The bracket includes 10 of the top 36 teams in Maxpreps current national rankings (#1, #3, #7, #8, #11, #19, #26, #31, #35, #36), plus lots of other strong teams, so it really is a crapshoot. 

2019Dad posted:

Annual lottery -- I mean, single-elimination tournament -- to determine the D1 champion in CIF Southern Section starts Thursday. 25 public schools, 7 privates.

The bracket includes 10 of the top 36 teams in Maxpreps current national rankings (#1, #3, #7, #8, #11, #19, #26, #31, #35, #36), plus lots of other strong teams, so it really is a crapshoot. 

Does the southern section winner move on to play another region or is this it? Not familiar with CA. 

Too many schools and too big geographically, PA...   For most, winning your CIF Section Division is the end of the road.  The Southern Section is one of ten California sections and has roughly 600 schools.  It is the biggest and those schools are typically spread across seven divisions (D1 being the top) for baseball.  It is not uncommon to see a Southern Section division 3 school nationally ranked.  

There are over 1500 schools total in CA that are registered CIF HS's.  It is a 15 hour drive from Crescent City in the north to San Diego in the south.  Travel/accommodations would be a logistical and cost nightmare for HS's to participate in true state championships requiring multiple rounds of elimination.

Last edited by cabbagedad

So halfway through my son's freshman year on varsity.  Team is D1 in Wisconsin but is really young and trying to find itself.  4-7 with 5 losses by 1-2 runs.  Last year's infield was all seniors and outfield was all juniors so they had to turnover the whole group.  So big youth movement this year.  Infield is sophomores at 1B, 2B, and SS, with the C and my freshman son at 3B.  First 7 games son had at least one hit in every game but has been hitless last 3 but has been walked and hit some.  Also has pitched 3 scoreless innings.  So not tearing it up but not completely overmatched.

 

 

cabbagedad posted:

Too many schools and too big geographically, PA...   For most, winning your CIF Section Division is the end of the road.  The Southern Section is one of ten California sections and has roughly 600 schools.  It is the biggest and those schools are typically spread across seven divisions (D1 being the top) for baseball.  It is not uncommon to see a Southern Section division 3 school nationally ranked.  

There are over 1500 schools total in CA that are registered CIF HS's.  It is a 15 hour drive from Crescent City in the north to San Diego in the south.  Travel/accommodations would be a logistical and cost nightmare for HS's to participate in true state championships requiring multiple rounds of elimination.

Just curious as CA is one of the only states where their wrestling state tournament is a single class. One state champion at each weight class for the entire state. Wasn't sure if it worked that way for baseball as well. I figured they might have a neutral site picked out on a specific weekend that way different regions could play and have one state champion for division.
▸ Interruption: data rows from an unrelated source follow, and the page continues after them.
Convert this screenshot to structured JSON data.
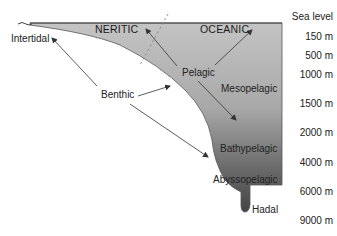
{
  "diagram": {
    "zones": {
      "neritic": "NERITIC",
      "oceanic": "OCEANIC"
    },
    "labels": {
      "intertidal": "Intertidal",
      "benthic": "Benthic",
      "pelagic": "Pelagic",
      "mesopelagic": "Mesopelagic",
      "bathypelagic": "Bathypelagic",
      "abyssopelagic": "Abyssopelagic",
      "hadal": "Hadal"
    },
    "depths": [
      "Sea level",
      "150 m",
      "500 m",
      "1000 m",
      "1500 m",
      "2000 m",
      "4000 m",
      "6000 m",
      "9000 m"
    ],
    "colors": {
      "water_top": "#bdbdbd",
      "water_bottom": "#4a4a4a",
      "arrow": "#333333",
      "text": "#222222"
    }
  }
}
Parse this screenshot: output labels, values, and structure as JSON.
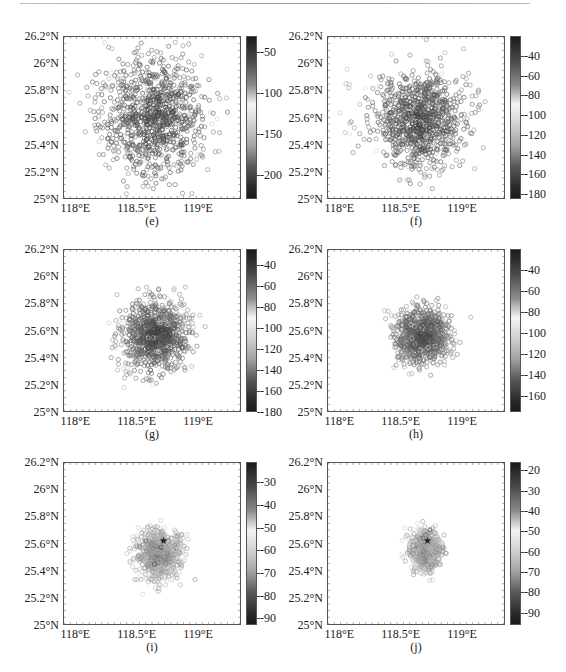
{
  "figure": {
    "panels": [
      {
        "id": "e",
        "caption": "(e)",
        "cbar_ticks": [
          "-50",
          "-100",
          "-150",
          "-200"
        ],
        "cbar_values": [
          -50,
          -100,
          -150,
          -200
        ],
        "cbar_range": [
          -30,
          -230
        ]
      },
      {
        "id": "f",
        "caption": "(f)",
        "cbar_ticks": [
          "-40",
          "-60",
          "-80",
          "-100",
          "-120",
          "-140",
          "-160",
          "-180"
        ],
        "cbar_values": [
          -40,
          -60,
          -80,
          -100,
          -120,
          -140,
          -160,
          -180
        ],
        "cbar_range": [
          -20,
          -185
        ]
      },
      {
        "id": "g",
        "caption": "(g)",
        "cbar_ticks": [
          "-40",
          "-60",
          "-80",
          "-100",
          "-120",
          "-140",
          "-160",
          "-180"
        ],
        "cbar_values": [
          -40,
          -60,
          -80,
          -100,
          -120,
          -140,
          -160,
          -180
        ],
        "cbar_range": [
          -25,
          -180
        ]
      },
      {
        "id": "h",
        "caption": "(h)",
        "cbar_ticks": [
          "-40",
          "-60",
          "-80",
          "-100",
          "-120",
          "-140",
          "-160"
        ],
        "cbar_values": [
          -40,
          -60,
          -80,
          -100,
          -120,
          -140,
          -160
        ],
        "cbar_range": [
          -20,
          -175
        ]
      },
      {
        "id": "i",
        "caption": "(i)",
        "cbar_ticks": [
          "-30",
          "-40",
          "-50",
          "-60",
          "-70",
          "-80",
          "-90"
        ],
        "cbar_values": [
          -30,
          -40,
          -50,
          -60,
          -70,
          -80,
          -90
        ],
        "cbar_range": [
          -21,
          -93
        ]
      },
      {
        "id": "j",
        "caption": "(j)",
        "cbar_ticks": [
          "-20",
          "-30",
          "-40",
          "-50",
          "-60",
          "-70",
          "-80",
          "-90"
        ],
        "cbar_values": [
          -20,
          -30,
          -40,
          -50,
          -60,
          -70,
          -80,
          -90
        ],
        "cbar_range": [
          -16,
          -96
        ]
      }
    ],
    "y_ticks": [
      "26.2°N",
      "26°N",
      "25.8°N",
      "25.6°N",
      "25.4°N",
      "25.2°N",
      "25°N"
    ],
    "x_ticks": [
      "118°E",
      "118.5°E",
      "119°E"
    ]
  },
  "chart_data": [
    {
      "type": "scatter",
      "title": "(e)",
      "xlabel": "Longitude",
      "ylabel": "Latitude",
      "xlim": [
        117.9,
        119.35
      ],
      "ylim": [
        25.0,
        26.2
      ],
      "colorbar": {
        "range": [
          -30,
          -230
        ],
        "ticks": [
          -50,
          -100,
          -150,
          -200
        ],
        "cmap": "gray-dark-light-dark"
      },
      "cluster": {
        "center": [
          118.65,
          25.6
        ],
        "spread": [
          0.28,
          0.28
        ],
        "count": 1000,
        "seed": 11
      },
      "star_marker": null
    },
    {
      "type": "scatter",
      "title": "(f)",
      "xlabel": "Longitude",
      "ylabel": "Latitude",
      "xlim": [
        117.9,
        119.35
      ],
      "ylim": [
        25.0,
        26.2
      ],
      "colorbar": {
        "range": [
          -20,
          -185
        ],
        "ticks": [
          -40,
          -60,
          -80,
          -100,
          -120,
          -140,
          -160,
          -180
        ],
        "cmap": "gray-dark-light-dark"
      },
      "cluster": {
        "center": [
          118.65,
          25.58
        ],
        "spread": [
          0.24,
          0.22
        ],
        "count": 1000,
        "seed": 23
      },
      "star_marker": null
    },
    {
      "type": "scatter",
      "title": "(g)",
      "xlabel": "Longitude",
      "ylabel": "Latitude",
      "xlim": [
        117.9,
        119.35
      ],
      "ylim": [
        25.0,
        26.2
      ],
      "colorbar": {
        "range": [
          -25,
          -180
        ],
        "ticks": [
          -40,
          -60,
          -80,
          -100,
          -120,
          -140,
          -160,
          -180
        ],
        "cmap": "gray-dark-light-dark"
      },
      "cluster": {
        "center": [
          118.65,
          25.56
        ],
        "spread": [
          0.17,
          0.16
        ],
        "count": 1000,
        "seed": 37
      },
      "star_marker": null
    },
    {
      "type": "scatter",
      "title": "(h)",
      "xlabel": "Longitude",
      "ylabel": "Latitude",
      "xlim": [
        117.9,
        119.35
      ],
      "ylim": [
        25.0,
        26.2
      ],
      "colorbar": {
        "range": [
          -20,
          -175
        ],
        "ticks": [
          -40,
          -60,
          -80,
          -100,
          -120,
          -140,
          -160
        ],
        "cmap": "gray-dark-light-dark"
      },
      "cluster": {
        "center": [
          118.68,
          25.56
        ],
        "spread": [
          0.13,
          0.12
        ],
        "count": 1000,
        "seed": 51
      },
      "star_marker": null
    },
    {
      "type": "scatter",
      "title": "(i)",
      "xlabel": "Longitude",
      "ylabel": "Latitude",
      "xlim": [
        117.9,
        119.35
      ],
      "ylim": [
        25.0,
        26.2
      ],
      "colorbar": {
        "range": [
          -21,
          -93
        ],
        "ticks": [
          -30,
          -40,
          -50,
          -60,
          -70,
          -80,
          -90
        ],
        "cmap": "gray-dark-light-dark"
      },
      "cluster": {
        "center": [
          118.68,
          25.52
        ],
        "spread": [
          0.11,
          0.11
        ],
        "count": 700,
        "seed": 67
      },
      "star_marker": {
        "lon": 118.72,
        "lat": 25.62
      }
    },
    {
      "type": "scatter",
      "title": "(j)",
      "xlabel": "Longitude",
      "ylabel": "Latitude",
      "xlim": [
        117.9,
        119.35
      ],
      "ylim": [
        25.0,
        26.2
      ],
      "colorbar": {
        "range": [
          -16,
          -96
        ],
        "ticks": [
          -20,
          -30,
          -40,
          -50,
          -60,
          -70,
          -80,
          -90
        ],
        "cmap": "gray-dark-light-dark"
      },
      "cluster": {
        "center": [
          118.7,
          25.55
        ],
        "spread": [
          0.08,
          0.09
        ],
        "count": 600,
        "seed": 79
      },
      "star_marker": {
        "lon": 118.72,
        "lat": 25.62
      }
    }
  ]
}
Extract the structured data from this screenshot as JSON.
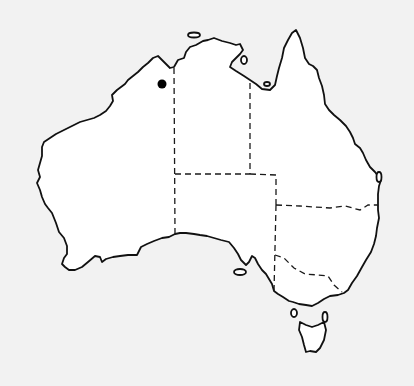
{
  "map": {
    "subject": "Australia outline with state borders",
    "background_color": "#f2f2f2",
    "land_color": "#ffffff",
    "outline_color": "#111111",
    "regions": [
      {
        "name": "Western Australia"
      },
      {
        "name": "Northern Territory"
      },
      {
        "name": "Queensland"
      },
      {
        "name": "South Australia"
      },
      {
        "name": "New South Wales"
      },
      {
        "name": "Victoria"
      },
      {
        "name": "Tasmania"
      }
    ],
    "markers": [
      {
        "label": "location-marker",
        "x": 162,
        "y": 84,
        "color": "#000000"
      }
    ]
  }
}
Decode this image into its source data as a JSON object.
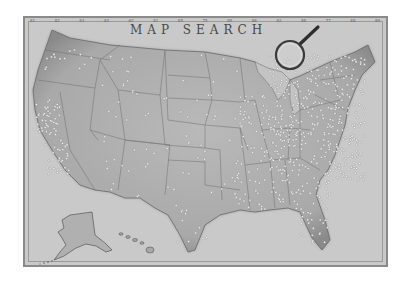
{
  "map": {
    "title": "MAP SEARCH",
    "top_scale": [
      "81",
      "82",
      "83",
      "84",
      "62",
      "81",
      "85",
      "75",
      "85",
      "86",
      "82",
      "88",
      "77",
      "88",
      "89"
    ],
    "colors": {
      "background": "#c9c9c9",
      "land": "#b6b6b6",
      "land_dark": "#8e8e8e",
      "border": "#6e6e6e",
      "pin": "#f4f4f4",
      "frame": "#8a8a8a"
    },
    "icons": {
      "magnifier": "magnifying-glass-icon"
    },
    "regions": [
      "contiguous-us",
      "alaska",
      "hawaii"
    ]
  }
}
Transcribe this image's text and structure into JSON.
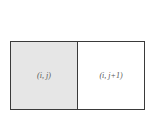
{
  "diagram": {
    "cells": [
      {
        "label": "(i, j)",
        "fill": "#e6e6e6"
      },
      {
        "label": "(i, j+1)",
        "fill": "#ffffff"
      }
    ],
    "border_color": "#3a3a3a"
  }
}
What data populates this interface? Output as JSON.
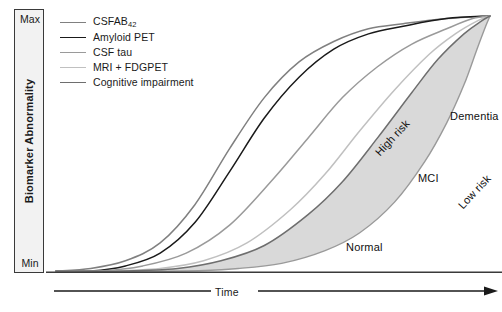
{
  "chart_data": {
    "type": "line",
    "title": "",
    "xlabel": "Time",
    "ylabel": "Biomarker Abnormality",
    "ylim_labels": [
      "Min",
      "Max"
    ],
    "xlim_labels": [],
    "grid": false,
    "legend_position": "top-left",
    "series": [
      {
        "name": "CSFAB42",
        "name_display": "CSFAB",
        "name_subscript": "42",
        "color": "#808080",
        "width": 1.5,
        "order": 1,
        "description": "Earliest-rising sigmoid, leftmost curve reaching Max first",
        "points": [
          [
            0,
            0
          ],
          [
            8,
            1
          ],
          [
            16,
            4
          ],
          [
            24,
            11
          ],
          [
            32,
            26
          ],
          [
            40,
            48
          ],
          [
            48,
            68
          ],
          [
            56,
            82
          ],
          [
            64,
            90
          ],
          [
            72,
            95
          ],
          [
            80,
            97
          ],
          [
            90,
            99
          ],
          [
            100,
            100
          ]
        ]
      },
      {
        "name": "Amyloid PET",
        "name_display": "Amyloid PET",
        "name_subscript": "",
        "color": "#1a1a1a",
        "width": 1.5,
        "order": 2,
        "description": "Second sigmoid, dark/black, closely trails CSFAB42",
        "points": [
          [
            0,
            0
          ],
          [
            8,
            0
          ],
          [
            16,
            2
          ],
          [
            24,
            7
          ],
          [
            32,
            19
          ],
          [
            40,
            39
          ],
          [
            48,
            60
          ],
          [
            56,
            76
          ],
          [
            64,
            87
          ],
          [
            72,
            93
          ],
          [
            80,
            96
          ],
          [
            90,
            99
          ],
          [
            100,
            100
          ]
        ]
      },
      {
        "name": "CSF tau",
        "name_display": "CSF tau",
        "name_subscript": "",
        "color": "#9a9a9a",
        "width": 1.5,
        "order": 3,
        "description": "Third sigmoid, medium grey",
        "points": [
          [
            0,
            0
          ],
          [
            10,
            0
          ],
          [
            20,
            2
          ],
          [
            30,
            7
          ],
          [
            40,
            18
          ],
          [
            50,
            36
          ],
          [
            58,
            52
          ],
          [
            66,
            68
          ],
          [
            74,
            80
          ],
          [
            82,
            89
          ],
          [
            90,
            95
          ],
          [
            96,
            99
          ],
          [
            100,
            100
          ]
        ]
      },
      {
        "name": "MRI + FDGPET",
        "name_display": "MRI + FDGPET",
        "name_subscript": "",
        "color": "#c0c0c0",
        "width": 1.5,
        "order": 4,
        "description": "Fourth sigmoid, lightest grey, rises later",
        "points": [
          [
            0,
            0
          ],
          [
            12,
            0
          ],
          [
            24,
            1
          ],
          [
            34,
            4
          ],
          [
            44,
            11
          ],
          [
            54,
            24
          ],
          [
            62,
            38
          ],
          [
            70,
            55
          ],
          [
            78,
            71
          ],
          [
            86,
            85
          ],
          [
            92,
            93
          ],
          [
            97,
            98
          ],
          [
            100,
            100
          ]
        ]
      },
      {
        "name": "Cognitive impairment",
        "name_display": "Cognitive impairment",
        "name_subscript": "",
        "color": "#6e6e6e",
        "width": 1.5,
        "order": 5,
        "description": "Latest-rising boundary; upper edge of shaded cognitive-response band (High risk edge)",
        "points": [
          [
            0,
            0
          ],
          [
            16,
            0
          ],
          [
            28,
            1
          ],
          [
            38,
            4
          ],
          [
            48,
            10
          ],
          [
            58,
            22
          ],
          [
            66,
            35
          ],
          [
            74,
            52
          ],
          [
            82,
            70
          ],
          [
            88,
            83
          ],
          [
            94,
            93
          ],
          [
            98,
            98
          ],
          [
            100,
            100
          ]
        ]
      }
    ],
    "band": {
      "name": "cognitive-response-band",
      "fill": "#d9d9d9",
      "stroke": "#9a9a9a",
      "upper_edge_label": "High risk",
      "lower_edge_label": "Low risk",
      "upper_points": [
        [
          0,
          0
        ],
        [
          16,
          0
        ],
        [
          28,
          1
        ],
        [
          38,
          4
        ],
        [
          48,
          10
        ],
        [
          58,
          22
        ],
        [
          66,
          35
        ],
        [
          74,
          52
        ],
        [
          82,
          70
        ],
        [
          88,
          83
        ],
        [
          94,
          93
        ],
        [
          98,
          98
        ],
        [
          100,
          100
        ]
      ],
      "lower_points": [
        [
          0,
          0
        ],
        [
          30,
          0
        ],
        [
          42,
          1
        ],
        [
          52,
          3
        ],
        [
          62,
          8
        ],
        [
          70,
          15
        ],
        [
          78,
          27
        ],
        [
          85,
          43
        ],
        [
          90,
          58
        ],
        [
          94,
          73
        ],
        [
          97,
          87
        ],
        [
          99,
          96
        ],
        [
          100,
          100
        ]
      ]
    },
    "zone_labels": [
      {
        "key": "normal",
        "text": "Normal"
      },
      {
        "key": "mci",
        "text": "MCI"
      },
      {
        "key": "dementia",
        "text": "Dementia"
      }
    ],
    "edge_labels": [
      {
        "key": "high-risk",
        "text": "High risk",
        "rotation_deg": -47
      },
      {
        "key": "low-risk",
        "text": "Low risk",
        "rotation_deg": -47
      }
    ]
  },
  "yaxis": {
    "max_label": "Max",
    "min_label": "Min",
    "title": "Biomarker Abnormality"
  },
  "xaxis": {
    "title": "Time",
    "arrow": "arrow-right"
  },
  "legend": {
    "items": [
      {
        "label": "CSFAB",
        "sub": "42",
        "color": "#808080"
      },
      {
        "label": "Amyloid PET",
        "sub": "",
        "color": "#1a1a1a"
      },
      {
        "label": "CSF tau",
        "sub": "",
        "color": "#9a9a9a"
      },
      {
        "label": "MRI + FDGPET",
        "sub": "",
        "color": "#c0c0c0"
      },
      {
        "label": "Cognitive impairment",
        "sub": "",
        "color": "#6e6e6e"
      }
    ]
  },
  "colors": {
    "band_fill": "#d9d9d9",
    "band_stroke": "#9a9a9a",
    "axis": "#3a3a3a",
    "axis_box_fill": "#f2f2f2",
    "text": "#1a1a1a"
  }
}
That is how ours does it, but we also only have 4 regions with single elimination, 10 is a lot. 

PABaseball posted:
2019Dad posted:

Annual lottery -- I mean, single-elimination tournament -- to determine the D1 champion in CIF Southern Section starts Thursday. 25 public schools, 7 privates.

The bracket includes 10 of the top 36 teams in Maxpreps current national rankings (#1, #3, #7, #8, #11, #19, #26, #31, #35, #36), plus lots of other strong teams, so it really is a crapshoot. 

Does the southern section winner move on to play another region or is this it? Not familiar with CA. 

My high school was Capistrano Valley! WOO WOO!